Erika Davis-Pitre pause, ask them. Can I have a few minutes to think about it, so that they get in the habit of you being thoughtful, so they get in the habit of you not knowing the answer right away, because most young people children think their parents know everything. Because we answer so quickly. when we know yes or no, always pause. Hmm, can I think about that, even if it's a yes? Hmm, can I think about that, even if it's a no? Can I get back to you in a couple of minutes. I just need to think about it, it helps them model that behavior. 


Cecilie Conrad: It's a very good advice. It also gives you a few minutes to think about it. Oh yeah, yeah, yeah, Which, to be honest, sometimes you need that. You need it. 
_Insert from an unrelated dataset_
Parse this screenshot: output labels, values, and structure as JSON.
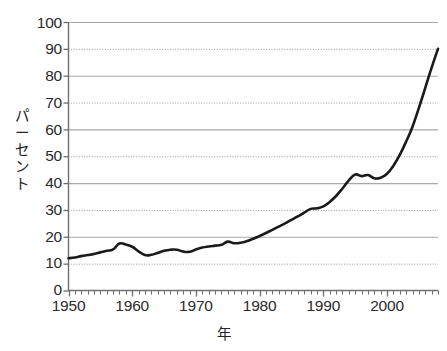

Erika Davis-Pitre And it doesn't seem odd, and they're not ready on the defense, because you've always paused to either say yes or no. So the pause when you really need it isn't out of the ordinary. 


Cecilie Conrad: It's very valuable in those moments. So those are really good pieces of advice. I remember the first one from the summit where we originally met, when you said and try to do that with everybody in your life, not just your children, but especially your children. Do you need my support, or do you want to know what I think? Why not be the same? I remember you saying that. 


Erika Davis-Pitre: And be honest. If they say I want to know what you think, even if they're going to get angry with what you think. 


Cecilie Conrad: be honest, because the most important thing is to really I can always try to say it in a nice way. I mean, yeah, you can say it nicely, but be honest, i can try to do it, but I don't have to. So should we try to say goodbye? Yeah, i would like to say see you next time in the Erica podcast. Take two in a few months. Because there's so much to explore here with you. We could go on, but I think it might be too long. If we can. 


Jesper Conrad: Yeah, yeah, yeah, yes. 


Cecilie Conrad: Well, thank you so much for your kind words about feeling honored. It was hard to say thank you while you said it, so I say it now. And thank you for being our community, part of our community. We know we can rely on you, even with all the water and all the borders And a big inspiration. And thank you for shining so bright. It's a great thing to have someone like you in our circle. 


Erika Davis-Pitre Send me a link to the podcast. Do any editing you need to do? 


Cecilie Conrad: There will be none. 


Erika Davis-Pitre Okay, then we definitely have to say goodbye. 


Jesper Conrad: There will be none. 


Erika Davis-Pitre It's been an hour and a half, so thank you so much for having me.